Science and Religion: Richard Dawkins and Rabbi Schneerson on A Common Debate

Waiting For The Word is licensed under CC BY 2.0
Waiting For The Word is licensed under CC BY 2.0
Has science made faith obsolete, or are science and faith capable of going hand-in-hand?

It isn’t uncommon for people, both educated and not, to heartily and heatedly debate the differences between science and religion. Critics have regularly said that religion used to be intended to answer the questions that we now use science to answer. However, many can argue that this cannot be the case. If it were, then why would religion incorporate traditions, practices, beliefs and movements to explain scientific questions? Many of those that oppose religion and faith feel that faith has become “obsolete” due to the progress and success in modern science today. However, science focuses on the “how” questions while religion and faith focus on the “why” ones.

There is some danger that comes with religion and faith, though it isn’t born solely from the religion. Instead, it is born of ideals that escalate faith to an extreme and pull ideals from the books that aren’t mentioned in the actual stories or etiology. Rabbi Menachem Mendel Schneerson addressed what he referred to as “widespread misconceptions” that related to science.

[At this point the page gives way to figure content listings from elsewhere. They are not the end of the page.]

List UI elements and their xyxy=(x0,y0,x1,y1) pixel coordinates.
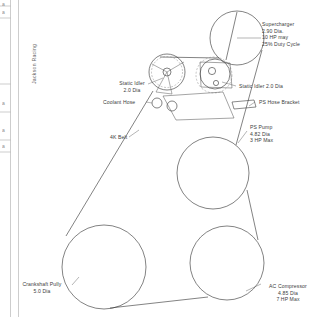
label-supercharger: Supercharger 2.90 Dia. 10 HP may 25% Dut… xyxy=(262,21,300,47)
title-block-vertical-label: Jackson Racing xyxy=(31,44,37,84)
coolant-hose-circle xyxy=(152,98,162,108)
pulley-ac-compressor xyxy=(190,226,264,300)
pulley-static-idler-left xyxy=(149,54,185,94)
label-4k-belt: 4K Belt xyxy=(110,134,127,141)
edge-fragment-1: a xyxy=(2,1,10,7)
pulley-crankshaft xyxy=(62,225,146,309)
title-block-frame xyxy=(0,0,19,317)
label-ps-hose-bracket: PS Hose Bracket xyxy=(259,99,300,106)
label-static-idler-left: Static Idler 2.0 Dia xyxy=(115,80,149,93)
label-crankshaft-pulley: Crankshaft Pully 5.0 Dia xyxy=(13,281,71,294)
belt-routing-diagram-page: Jackson Racing Supercharger 2.90 Dia. 10… xyxy=(0,0,315,317)
pulley-static-idler-right xyxy=(196,57,232,93)
mounting-plate xyxy=(163,92,234,120)
label-ps-pump: PS Pump 4.82 Dia 3 HP Max xyxy=(250,124,273,144)
edge-fragment-5: a xyxy=(2,143,10,149)
edge-fragment-4: a xyxy=(2,127,10,133)
ps-hose-bracket-shape xyxy=(232,100,256,109)
pulley-ps-pump xyxy=(177,137,249,209)
label-static-idler-right: Static Idler 2.0 Dia xyxy=(239,83,283,90)
belt-routing-drawing xyxy=(0,0,315,317)
edge-fragment-3: a xyxy=(2,100,10,106)
belt-path xyxy=(66,12,262,308)
label-coolant-hose: Coolant Hose xyxy=(103,99,135,106)
edge-fragment-2: a xyxy=(2,9,10,15)
label-ac-compressor: AC Compressor 4.85 Dia 7 HP Max xyxy=(263,283,313,303)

He said that science aren’t anything “more than assumptions” while religion offers truths that are “definitive and categorical.” He adds that religion can’t be touched by science because of science’s habit to “never speak in terms of absolute truth.”

A biologist and professor of science at the Oxford University of England, Richard Dawkins, said that Schneerson displays a level of faith that is not okayHe said that “faith is an evil precisely because it requires no justification and brooks no argument”. It aims to teach and raise children to never question faith, effectively “prim[ing] children … to grow up into potentially lethal weapons for future jihad or crusades”.

The war between science and religion has been on-going since science first began. It is true that science cannot answer all of life’s questions, but it can tell us so much. Do you think science has made faith obsolete, or is science and faith capable of going hand-in-hand?